Only the lines from the one containing "The width and height of the screenshot is (1724, 970)." to the end of the records belong in the answer; repeat them exactly and drop the pictures.

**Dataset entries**
---+---
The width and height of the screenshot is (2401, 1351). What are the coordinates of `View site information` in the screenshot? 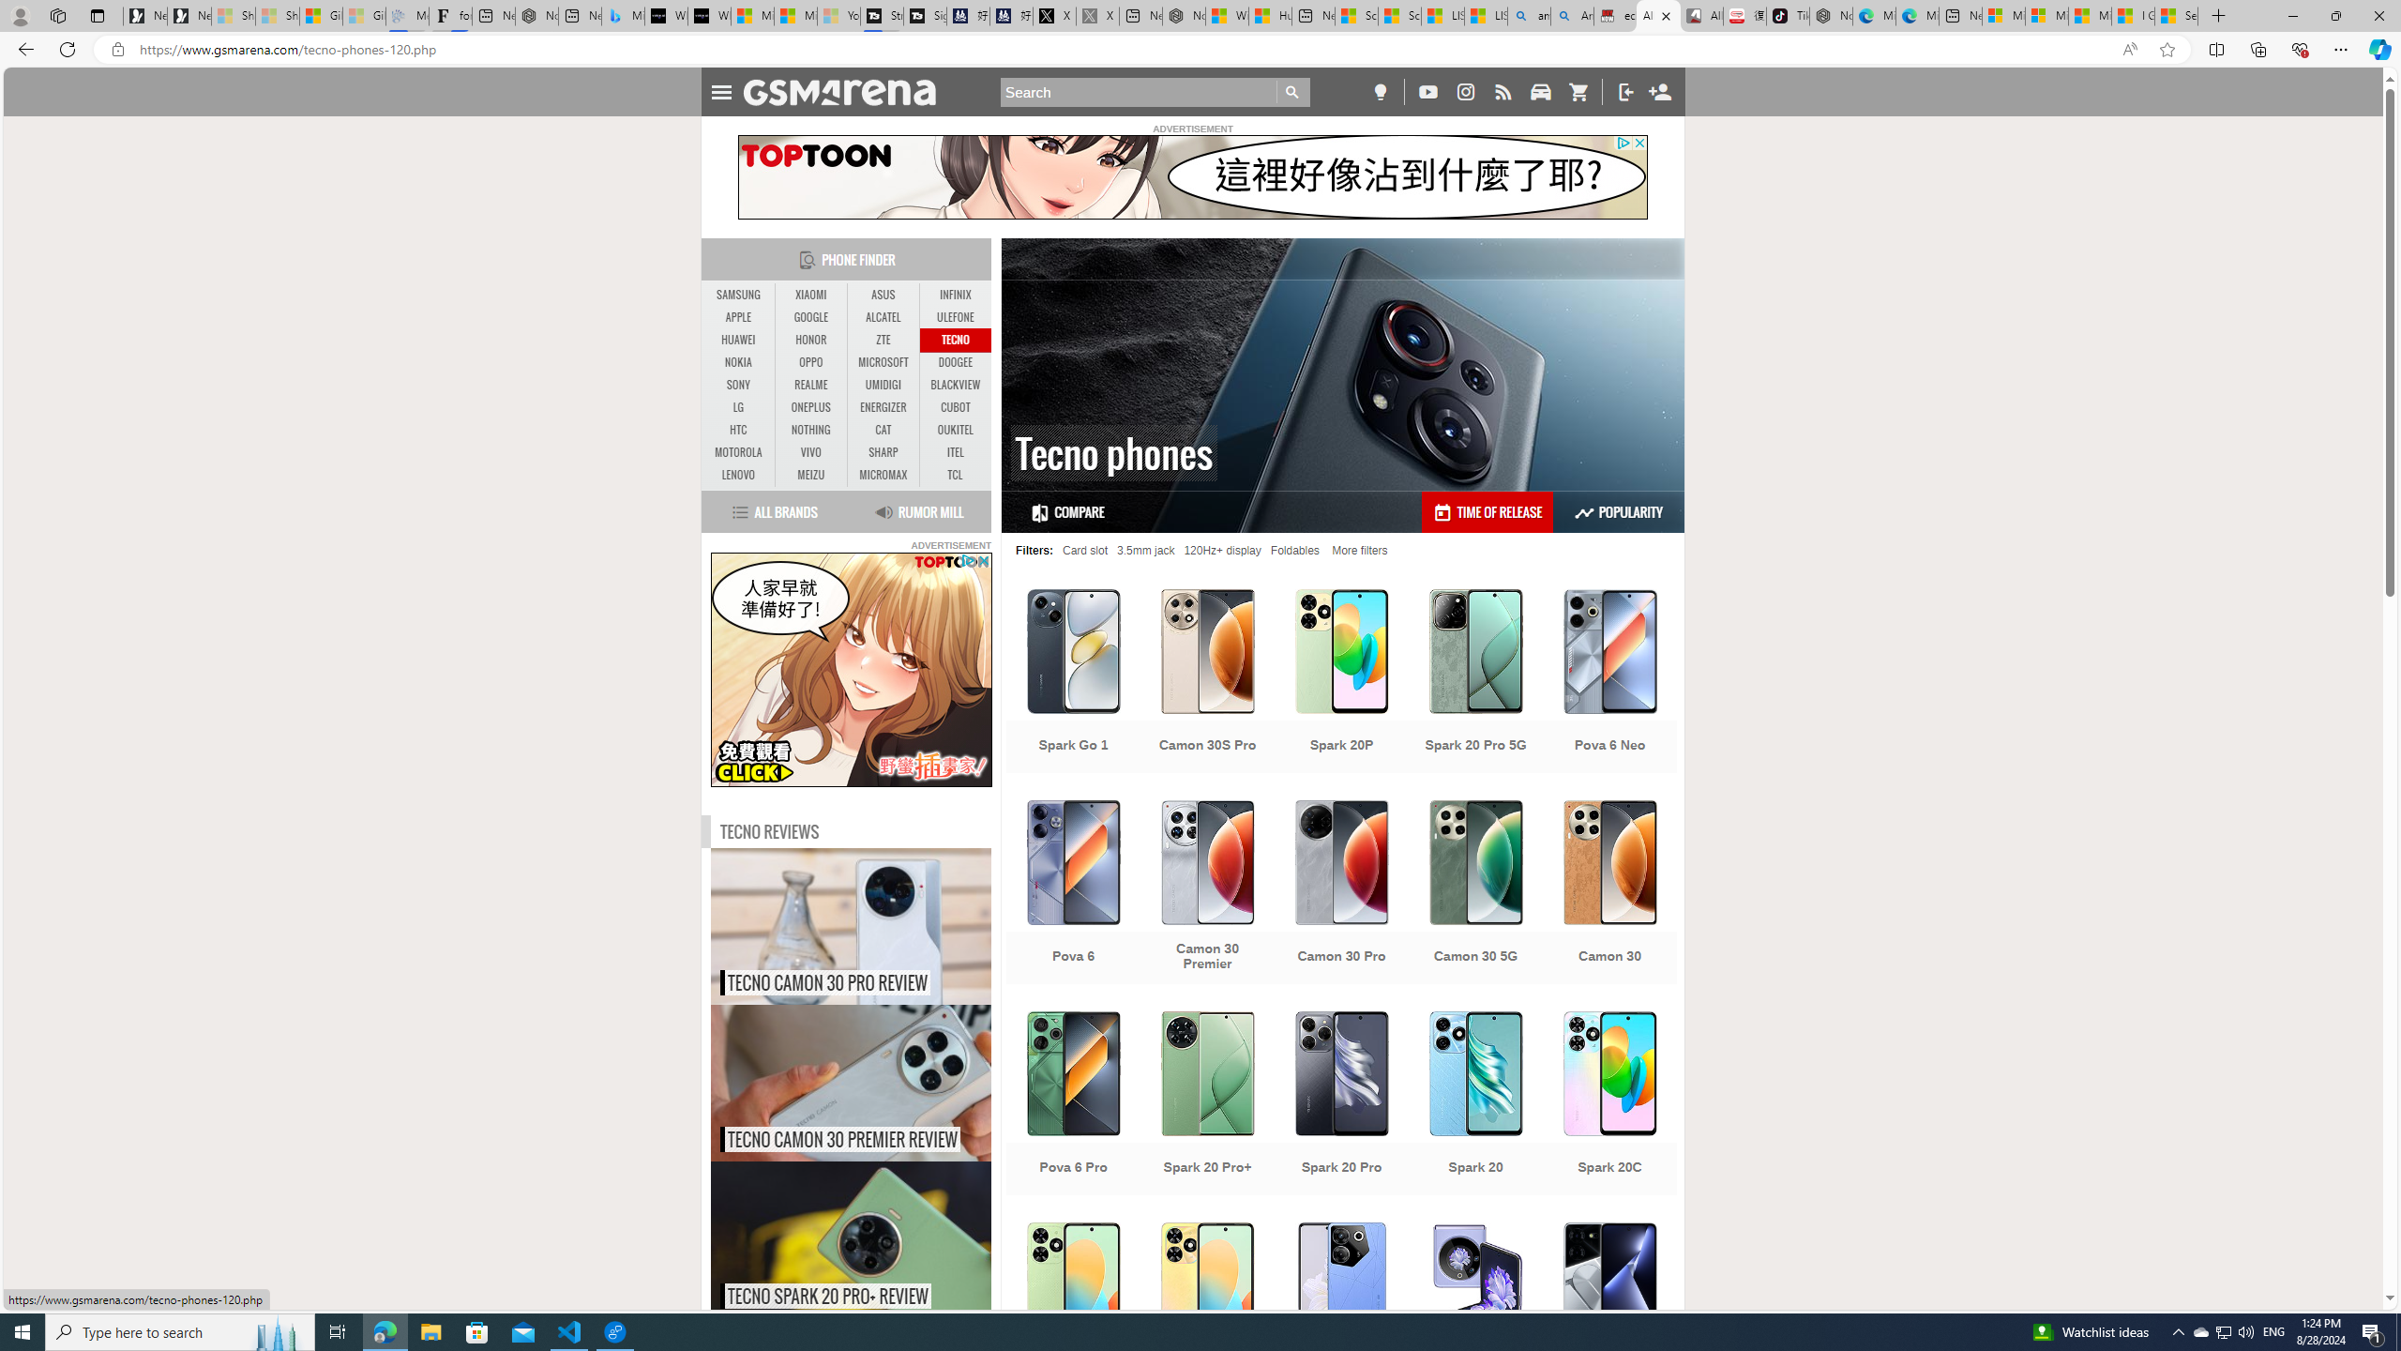 It's located at (116, 50).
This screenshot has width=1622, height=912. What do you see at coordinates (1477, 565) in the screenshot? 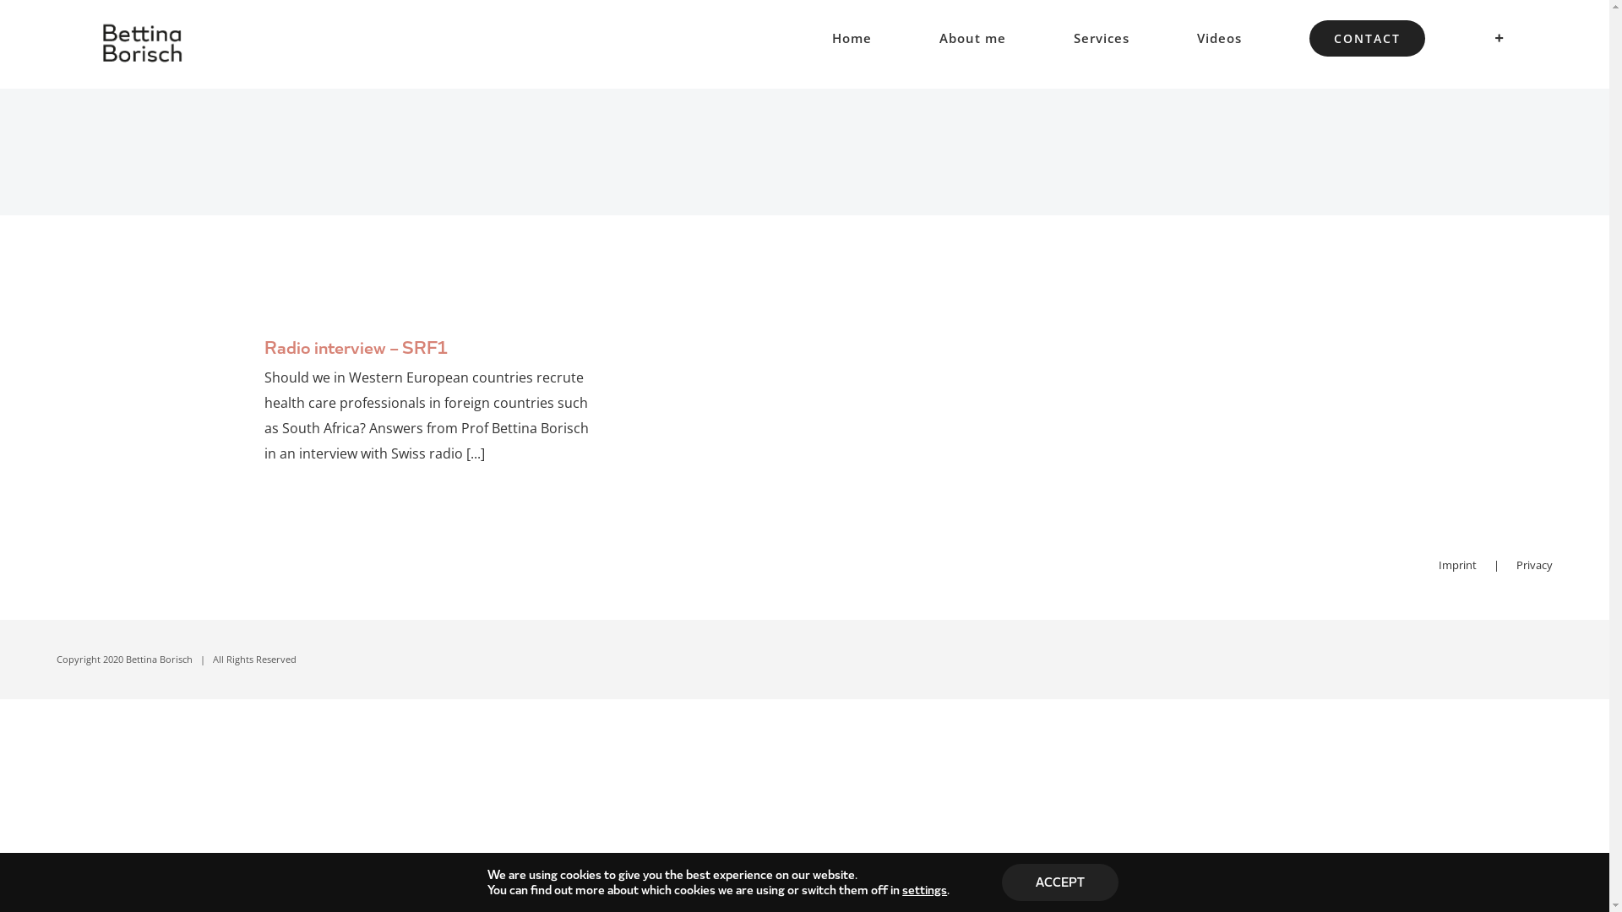
I see `Imprint` at bounding box center [1477, 565].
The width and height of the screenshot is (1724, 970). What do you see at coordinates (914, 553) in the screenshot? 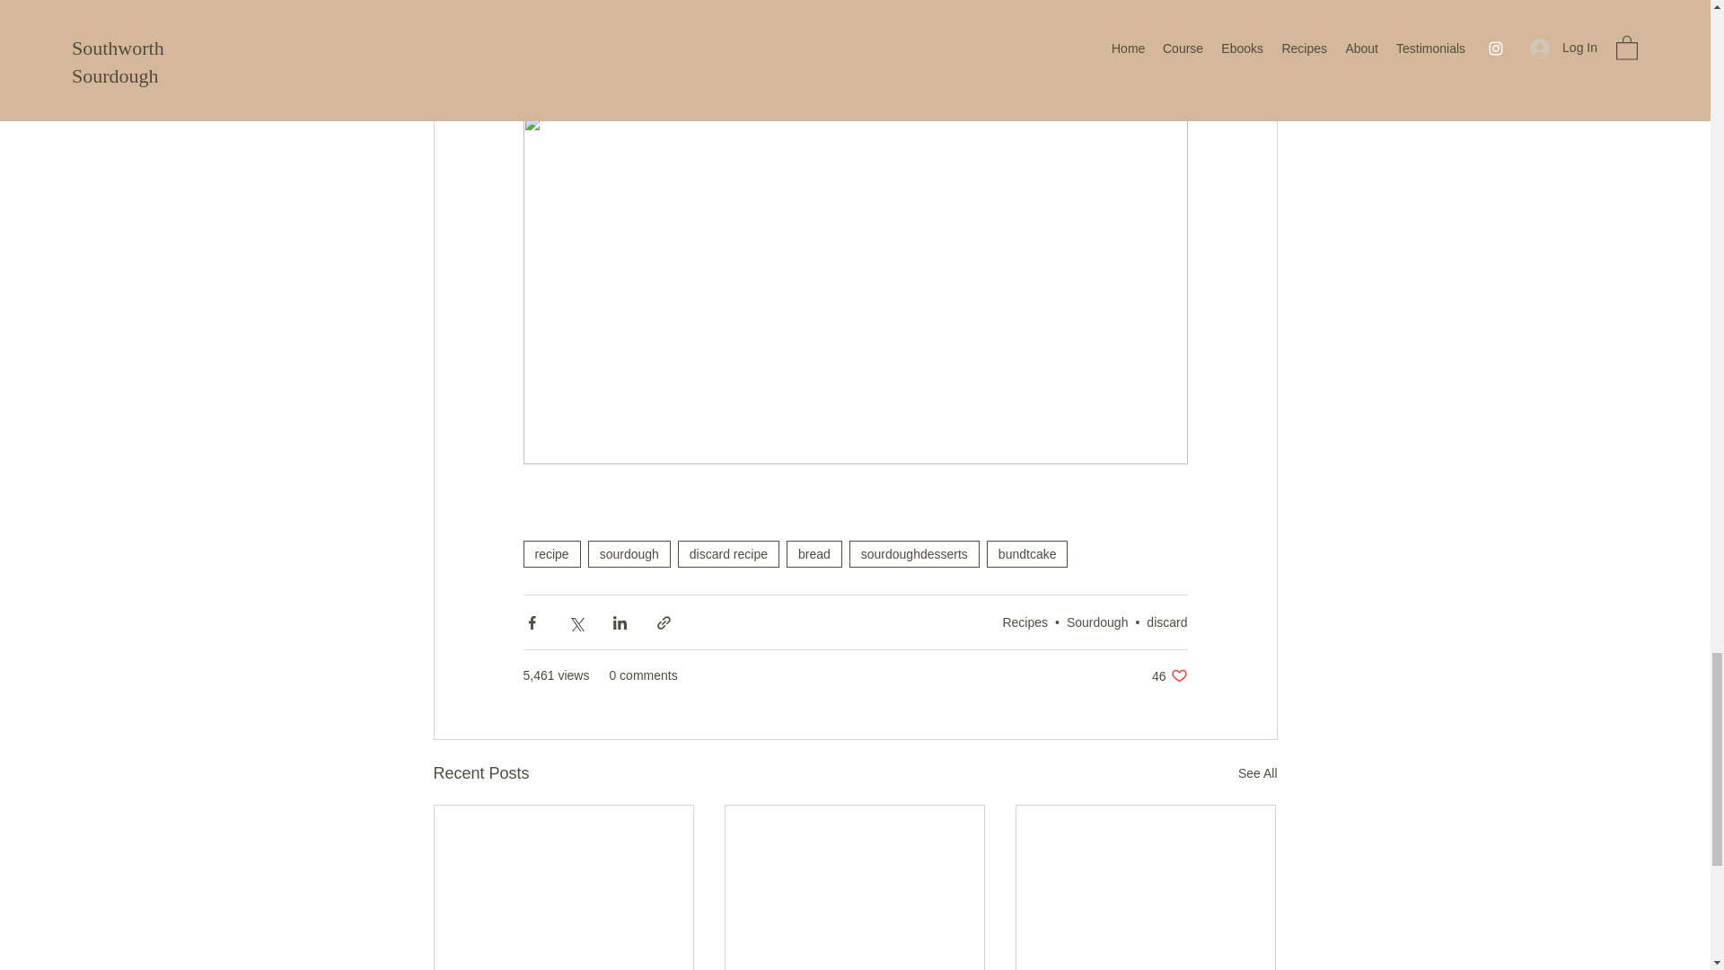
I see `sourdoughdesserts` at bounding box center [914, 553].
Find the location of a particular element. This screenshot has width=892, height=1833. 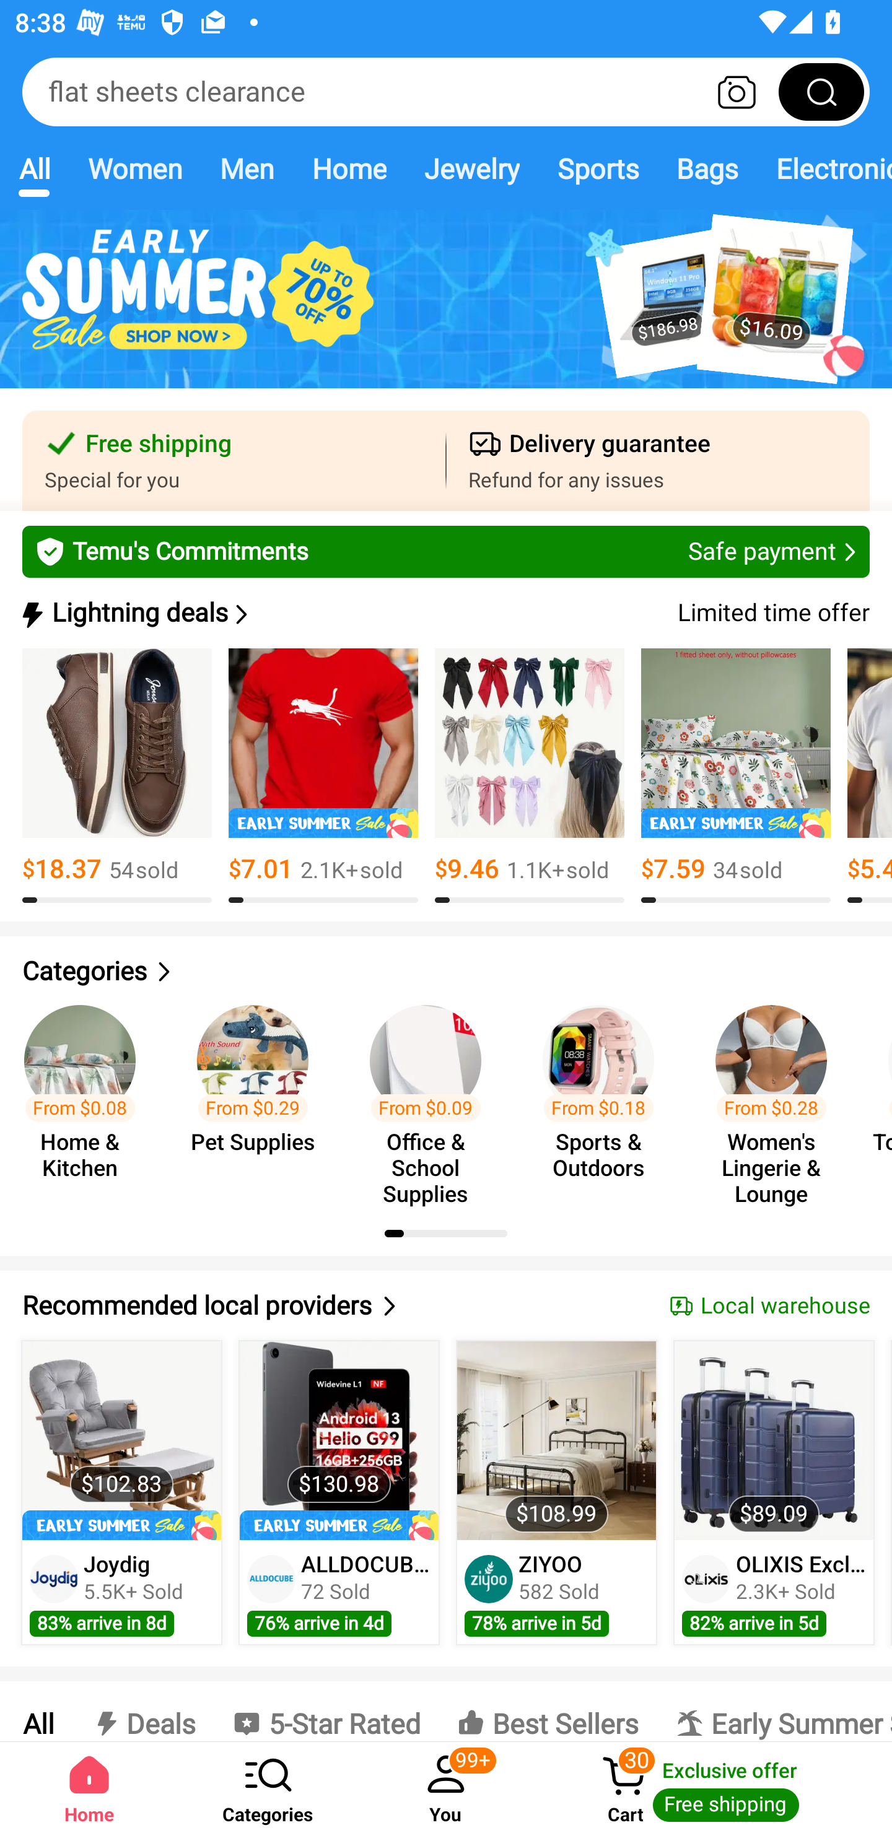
---+---
**Exercise response**
The width and height of the screenshot is (1724, 970). What do you see at coordinates (914, 553) in the screenshot? 
I see `sourdoughdesserts` at bounding box center [914, 553].
Find the location of a particular element. This screenshot has width=892, height=1833. 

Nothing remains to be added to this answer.